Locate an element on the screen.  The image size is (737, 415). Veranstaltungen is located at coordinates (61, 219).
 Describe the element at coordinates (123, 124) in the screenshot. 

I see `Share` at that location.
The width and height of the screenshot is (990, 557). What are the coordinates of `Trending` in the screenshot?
==
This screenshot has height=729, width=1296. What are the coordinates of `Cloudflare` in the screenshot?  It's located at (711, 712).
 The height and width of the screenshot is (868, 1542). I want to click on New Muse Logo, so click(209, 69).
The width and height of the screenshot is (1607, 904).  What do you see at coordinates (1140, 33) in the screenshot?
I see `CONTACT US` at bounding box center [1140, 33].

* TASK REQUIREMENTS *
Could you return exactly the stretch of the data above that starts at the line with "Describe the element" and ends at the line with "The width and height of the screenshot is (990, 557).", both lines included?

* PROBLEM SOLUTION *
 Describe the element at coordinates (123, 124) in the screenshot. 

I see `Share` at that location.
The width and height of the screenshot is (990, 557). What are the coordinates of `Trending` in the screenshot?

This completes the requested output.